"Oh, typewriting!" says she. "But I suppose she was very skillful at it?"

"Oh, she was a bird!" says I.

See what was happenin'? I was bein' pumped. It was more'n that too. Everything I knew about Mildred, and a lot I guessed at, was emptied out of me like she was usin' one of these vacuum cleaners on my head. When I gets to telling about the place out West where Mildred lived before she and her maw hit New York, Aunt Laura jumps up.

"Oh, I know some people who lived there once," says she. "I wonder if any of them knew Miss Morgan?"

With that she picks up the desk 'phone and gives a call. Did they know any Miss Morgans out there? Yes, Mildred Morgan. Really! A brother too? How interesting! Who was he, and what was he doing last? What! In the State penitentiary! That was enough for Aunt Laura. She hangs up the receiver and says to me:

"Boy, when you get back to the office tell Mr. Robert I want to see him. Come, you'd better be going now."

It was a case of "Here's your hat—what's your hurry!"

"Say," says I, "don't you go to swallowin' any tale about the Lady Mildred havin' a brother that's a crook. There's lots of Morgans besides her and J. P."

But all Aunt Laura does is hold the door open for me; so I beats it, feelin' about as chipper as though I'd been turnin' State's evidence. The more I thinks of it, the cheaper I feels. Here I'd been playin' myself for Mr. Foxy Cute, and had let an old lemon squeezer like Aunt Laura wring me dry!

Just what she's got up her sleeve about the penitentiary business, I didn't know; but I wa'n't long in findin' out. Next day there was all kinds of a row. Aunt Laura has looked up the invitation list for the weddin', and, sure enough, among the also rans was a Mr. William Morgan, with a State penitentiary address. With that, and what she'd heard over the 'phone, Aunt Laura makes out a strong case. Was she goin' to stand by and see her only nephew marry into a family of jailbirds? Not if she could help it! So she calls in Mr. Robert and puts the layout before him.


**WHAT IS EXPECTED**
Please make an exact transcription of the records, keeping the pictures out of it.

= Beginning of Section =

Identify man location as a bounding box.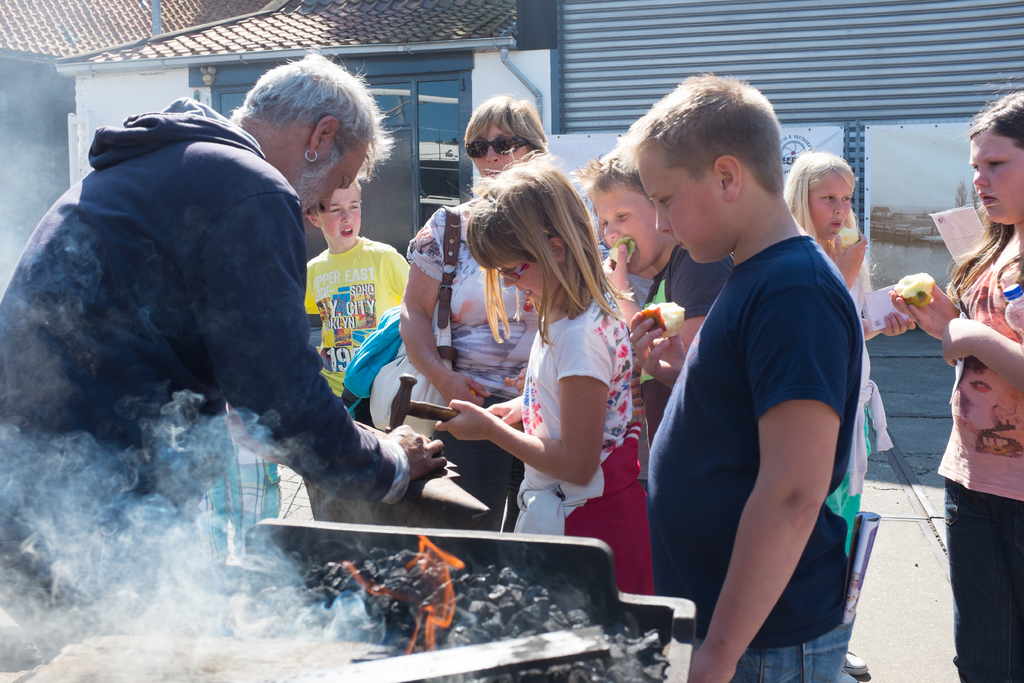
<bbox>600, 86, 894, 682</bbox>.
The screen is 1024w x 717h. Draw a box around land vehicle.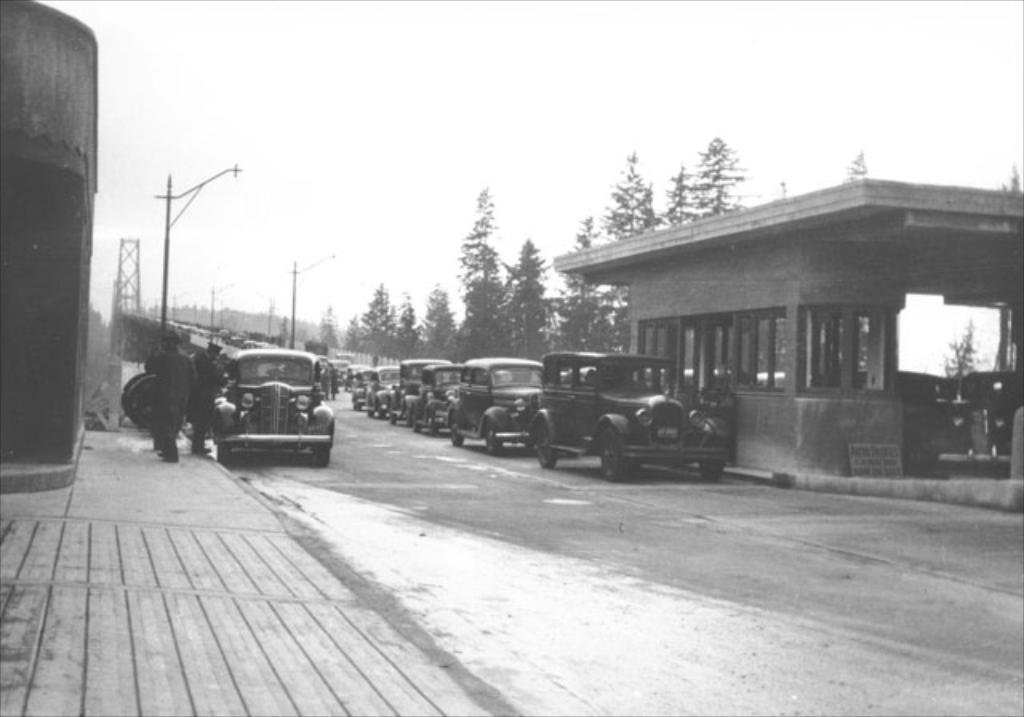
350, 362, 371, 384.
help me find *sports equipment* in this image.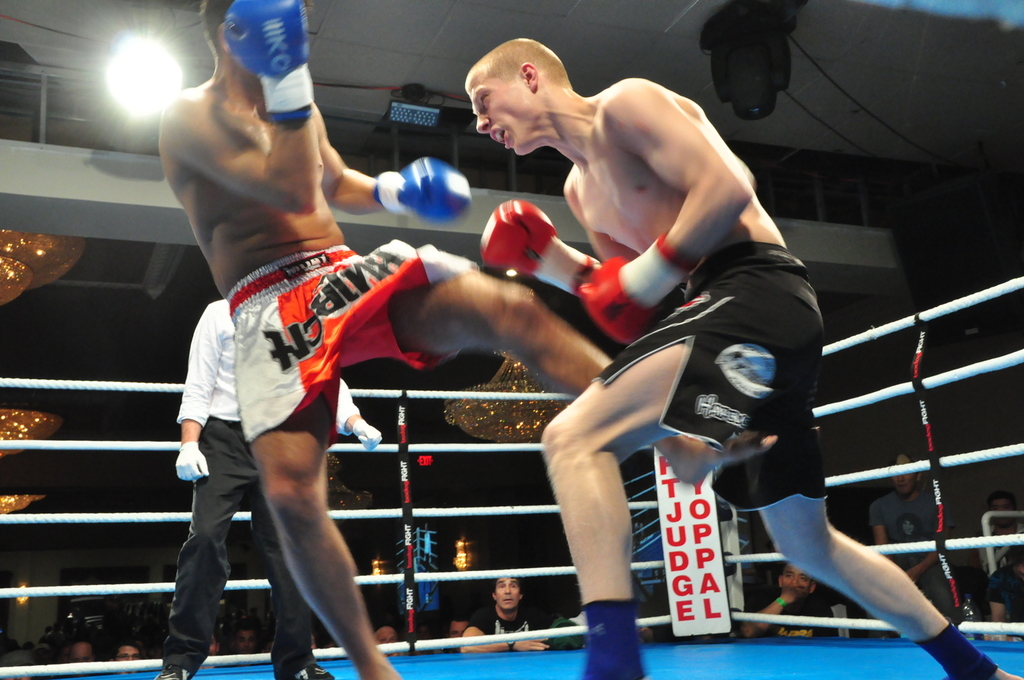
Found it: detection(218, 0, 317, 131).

= End of Section =

**OUTPUT OF THE EXERCISE**
Identify man location as a bounding box.
<bbox>600, 86, 894, 682</bbox>.
The screen is 1024w x 717h. Draw a box around land vehicle.
350, 362, 371, 384.
help me find *sports equipment* in this image.
Found it: detection(218, 0, 317, 131).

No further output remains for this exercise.